The leader of the powerful Dogon militia group Dan Na Ambassagou, Youssof Toloba, claimed on April 5 that he and his men will not abide by the peace agreement and vowed to continue the fight against JNIM militants. The Dan Na Ambassagou is active throughout central Mali and may encourage Dogon militias within Niono to reject the cease-fire agreement. Toloba’s statement builds on early signs of cracks in the cease-fire. MLF militants clashed with Dogon militias in Niono’s Dogofry village on March 15, one day after the cease-fire announcement.
Lake Chad
The Islamic State’s West Africa Province (ISWA) is attacking aid workers to seize resources. ISWA militants *loaded their vehicles with supplies after attacking several aid warehouses carrying relief supplies in Damasak town in Borno state on April 10. ISWA has conducted several attacks against aid workers in Borno since December 2020. The April 10 raids were part of a larger attack against a Nigerian military camp, indicating that ISWA entered the town with plans to target both Nigerian security forces and aid workers.

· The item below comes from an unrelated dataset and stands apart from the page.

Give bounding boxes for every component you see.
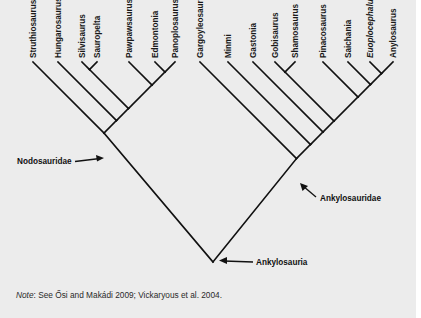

ISWA is sustaining its operations on multiple fronts. ISWA conducted attacks in Cameroon, *Niger, and Chad throughout April while continuing its primary campaign in Borno.
[i] This insurgent group goes by many names, and the group itself has not declared one. CTP refers to the group as the Islamic State in Mozambique (IS-M). This choice should not be taken as an overstatement of the group’s relationship to Islamic State leadership nor as a dismissal of the complications inherent in assessing a group’s ideology, composition, or affiliations. For more on naming, see page 5 in Emily Estelle and Jessica Trisko Darden, Combating the Islamic State’s Spread in Africa: Assessment and Recommendations for Mozambique, Critical
Threats Project at the American Enterprise Institute, February 24, 2021, https://www.criticalthreats.org/analysis/combating-the-islamic-states-spread-in-africa-assessment-and-recommendations-for-mozambique.
[ii] SITE Intelligence Group, “Shabaab Provides Photo Report Documenting Suicide Raid on Somali Base in Barire, Incites Fighters to ‘Redouble Jihad’,” April 5, 2021, available by subscription at www.siteintelgroup.com.